Rules control what a sandbox may reach. To see what it actually reached — every connection, allowed or blocked — use the network log.

Allow specific destinations

allowOut / allow_out accepts a mix of CIDRs and domain patterns. Combine it with denyOut: ["0.0.0.0/0"] to build a strict allowlist - deny everything, then add exceptions.
const sandbox = await Sandbox.create({
  name: "restricted",
  network: {
    allowOut: ["api.openai.com", "*.github.com", "140.82.112.0/20"],
    denyOut: ["0.0.0.0/0"],
  },
})

Rule format

FieldAcceptsNotes
allowOut / allow_outCIDRs + domainsDomains support wildcards (*.example.com). A wildcard matches subdomains at any depth but not the bare domain — *.example.com does not match example.com; list both if you need the apex.
denyOut / deny_outCIDRs onlyUse 0.0.0.0/0 to deny the entire internet and rely on allowOut for exceptions.
Allow rules take precedence over deny rules when they overlap.

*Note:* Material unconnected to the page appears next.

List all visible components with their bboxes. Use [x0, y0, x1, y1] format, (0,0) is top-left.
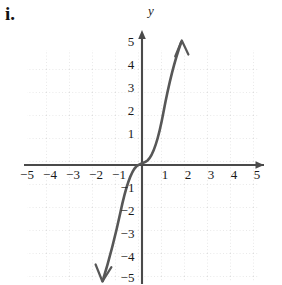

Update rules on a running sandbox

Networking can be updated after creation - changes apply immediately to new connections.
await sandbox.update({
  network: {
    allowOut: ["api.anthropic.com", "api.openai.com"],
    denyOut: ["0.0.0.0/0"],
  },
})
Blocking *.superserve.ai will break the SDK’s ability to communicate with the sandbox.